Cough we will everywhere, into other people’s faces and the street; they are both the same to many lordly citizens. This issue we can readily resolve without the help of any city corporation employee. Options are to stop smoking, avoid catching cold, cover our mouth when coughing, and calculate the expanse between us and the nearest person.
Painting political slogans and sticking posters on someone else’s wall, vehicle, door and window, is something we consider our “right”. There have been almost none lately because of the just-concluded city corporation elections, possibly due to stakeholders abiding by Election Commission directives. However, the points earned there have been heavily lost due to a barrage of laminated posters of candidates, hung over many streets. There was a court order to remove them, but I guess removing would be tantamount to claiming responsibility of creating the environmental disaster, and so no one removed them.

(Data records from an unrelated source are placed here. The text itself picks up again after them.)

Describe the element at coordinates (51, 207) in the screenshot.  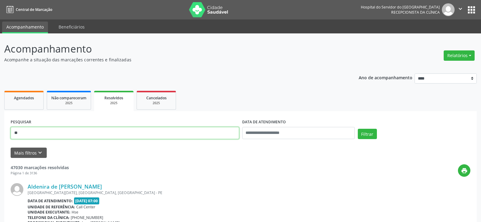
I see `b: Unidade de referência:` at that location.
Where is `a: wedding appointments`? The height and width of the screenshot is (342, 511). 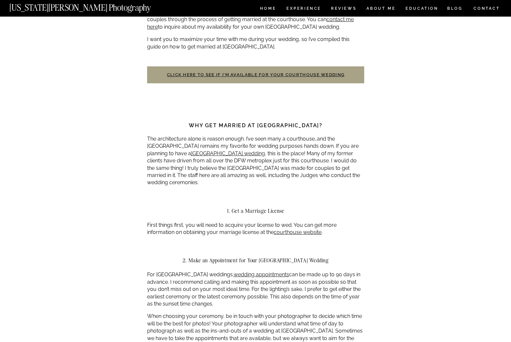
a: wedding appointments is located at coordinates (261, 274).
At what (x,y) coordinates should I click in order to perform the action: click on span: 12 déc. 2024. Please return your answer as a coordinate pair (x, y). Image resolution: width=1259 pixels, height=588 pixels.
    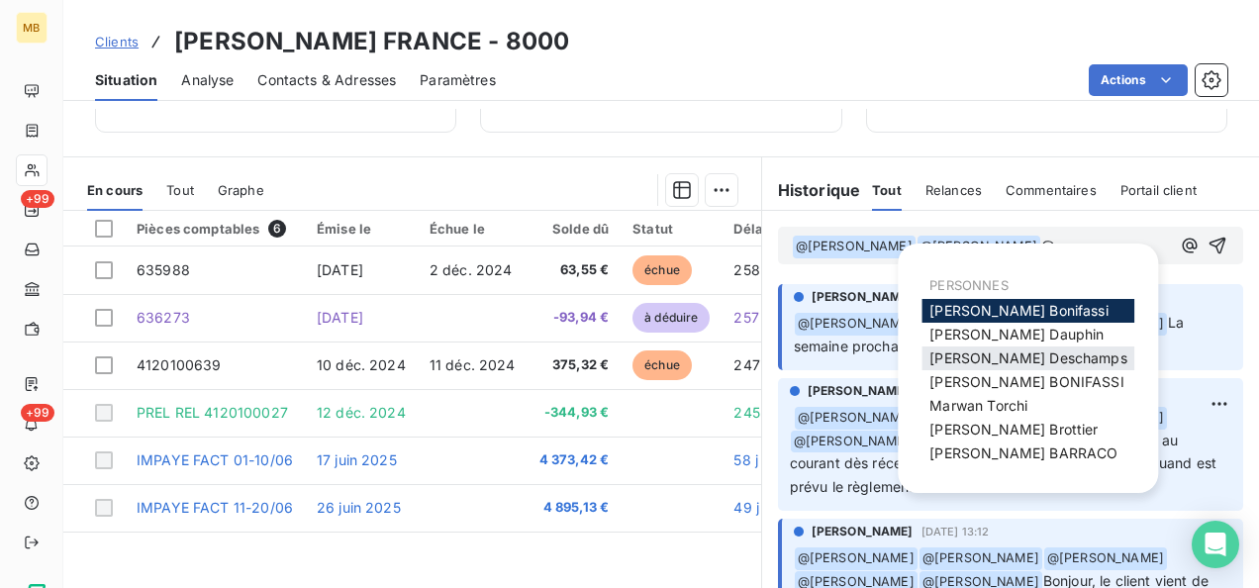
    Looking at the image, I should click on (361, 412).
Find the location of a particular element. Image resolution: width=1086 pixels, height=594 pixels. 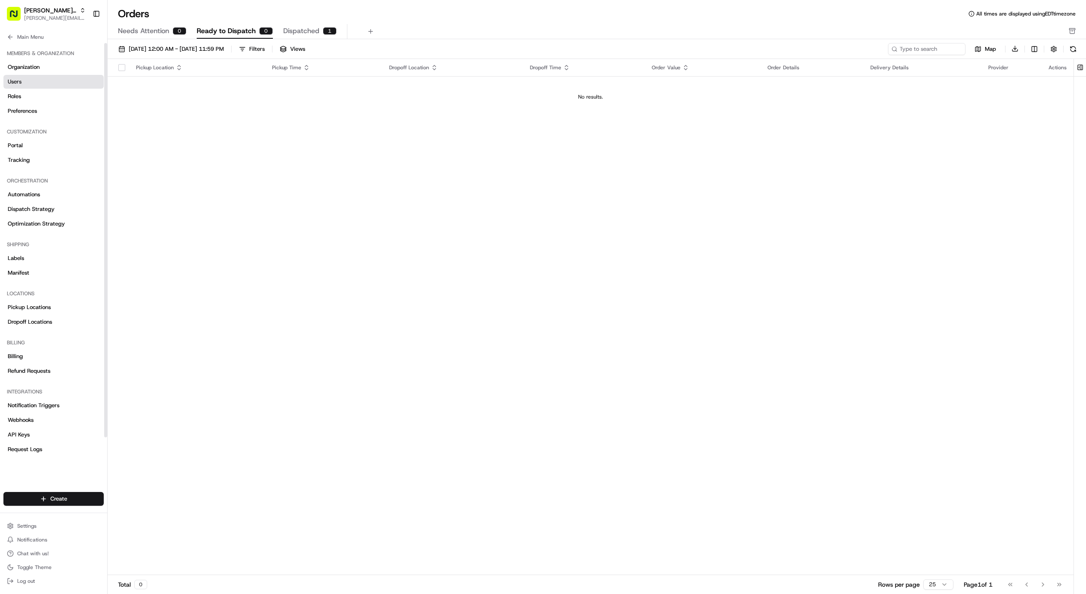

span: Manifest is located at coordinates (19, 273).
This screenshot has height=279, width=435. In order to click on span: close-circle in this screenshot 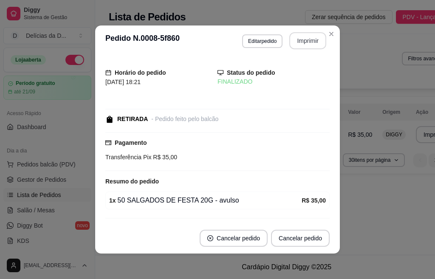, I will do `click(210, 238)`.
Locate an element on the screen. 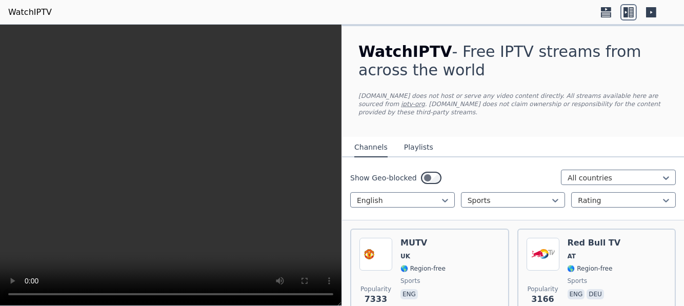  span: WatchIPTV is located at coordinates (405, 51).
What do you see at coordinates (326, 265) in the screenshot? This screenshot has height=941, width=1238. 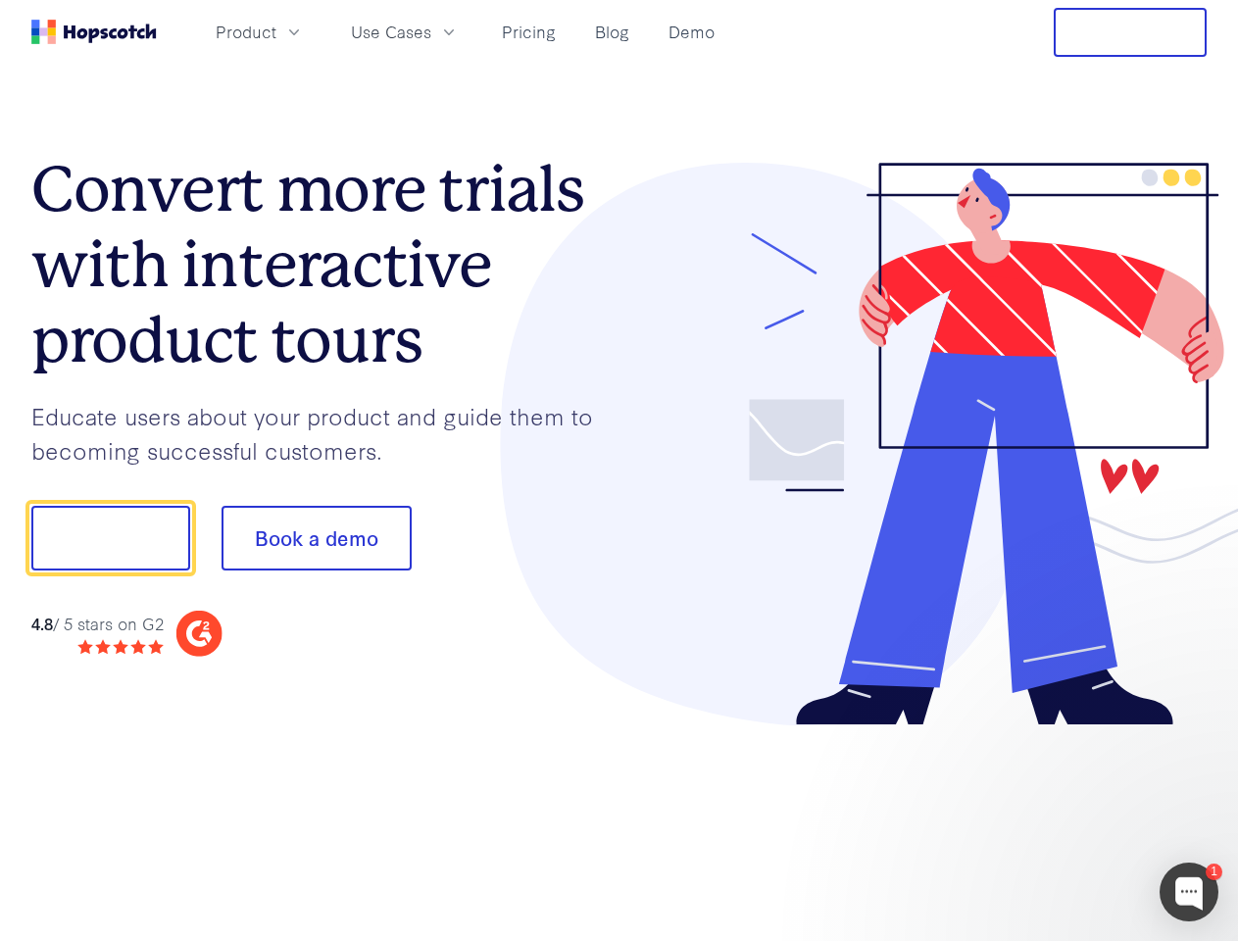 I see `h1: Convert more trials with interactive product tours` at bounding box center [326, 265].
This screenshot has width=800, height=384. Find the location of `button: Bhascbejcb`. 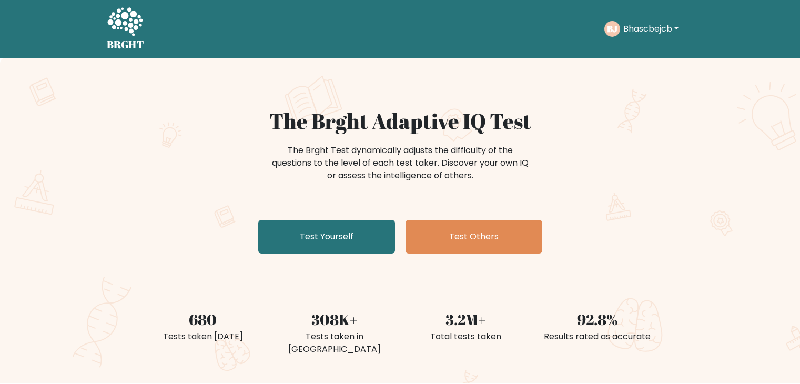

Unless we the people choose to practice civic behaviour and stop depending on five municipal workers to clean the rubbish of five lakh others, this city will continue to become increasingly unmanageable. No mayoral 24/7 office hours, and no strongly worded manifesto shall work. As an example, we have seen what happened to the nearly seven thousand waste bins installed in yellow and blue by the two city corporations in 2016. They were abused, misused and stolen.
Mayors can only do that much. It is also up to us to present a successful Mayor.
Dr Nizamuddin Ahmed is a practising Architect at BashaBari Ltd., a Commonwealth Scholar and a Fellow, a Baden-Powell Fellow Scout Leader, and a Major Donor Rotarian.